* [TASK GOAL]: Your task is to transcribe the entries below exactly, beginning with the line containing "What do you see at coordinates (831, 28)" and ending with the final line, and to add nothing else.

* [EXERCISE INPUT]:
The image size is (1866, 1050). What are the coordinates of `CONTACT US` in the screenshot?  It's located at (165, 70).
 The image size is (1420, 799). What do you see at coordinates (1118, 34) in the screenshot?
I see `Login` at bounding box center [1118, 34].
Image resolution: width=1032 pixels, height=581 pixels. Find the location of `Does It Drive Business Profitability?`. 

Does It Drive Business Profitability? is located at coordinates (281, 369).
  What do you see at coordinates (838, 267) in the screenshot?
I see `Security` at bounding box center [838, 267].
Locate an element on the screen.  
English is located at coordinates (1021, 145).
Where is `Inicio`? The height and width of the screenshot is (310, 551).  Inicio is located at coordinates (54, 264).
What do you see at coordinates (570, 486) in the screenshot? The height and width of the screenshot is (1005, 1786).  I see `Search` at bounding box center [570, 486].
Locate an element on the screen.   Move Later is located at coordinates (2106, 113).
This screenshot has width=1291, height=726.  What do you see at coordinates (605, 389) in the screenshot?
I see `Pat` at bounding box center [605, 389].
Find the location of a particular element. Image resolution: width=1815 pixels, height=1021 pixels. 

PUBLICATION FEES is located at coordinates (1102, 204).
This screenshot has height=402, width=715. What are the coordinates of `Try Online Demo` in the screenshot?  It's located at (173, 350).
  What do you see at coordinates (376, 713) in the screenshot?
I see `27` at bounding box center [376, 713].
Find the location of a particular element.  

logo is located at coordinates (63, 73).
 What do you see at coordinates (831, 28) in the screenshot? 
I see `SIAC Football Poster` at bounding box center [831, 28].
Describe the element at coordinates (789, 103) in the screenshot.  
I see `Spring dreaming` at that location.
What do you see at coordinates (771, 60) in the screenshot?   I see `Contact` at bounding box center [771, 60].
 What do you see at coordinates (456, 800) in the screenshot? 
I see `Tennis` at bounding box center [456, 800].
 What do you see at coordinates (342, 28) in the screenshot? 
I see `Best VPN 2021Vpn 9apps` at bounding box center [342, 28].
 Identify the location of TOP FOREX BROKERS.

* [OUTPUT BELOW]:
 What do you see at coordinates (831, 28) in the screenshot? 
I see `SIAC Football Poster` at bounding box center [831, 28].
Describe the element at coordinates (789, 103) in the screenshot.  
I see `Spring dreaming` at that location.
What do you see at coordinates (771, 60) in the screenshot?   I see `Contact` at bounding box center [771, 60].
 What do you see at coordinates (456, 800) in the screenshot? 
I see `Tennis` at bounding box center [456, 800].
 What do you see at coordinates (342, 28) in the screenshot? 
I see `Best VPN 2021Vpn 9apps` at bounding box center [342, 28].
 Identify the location of TOP FOREX BROKERS.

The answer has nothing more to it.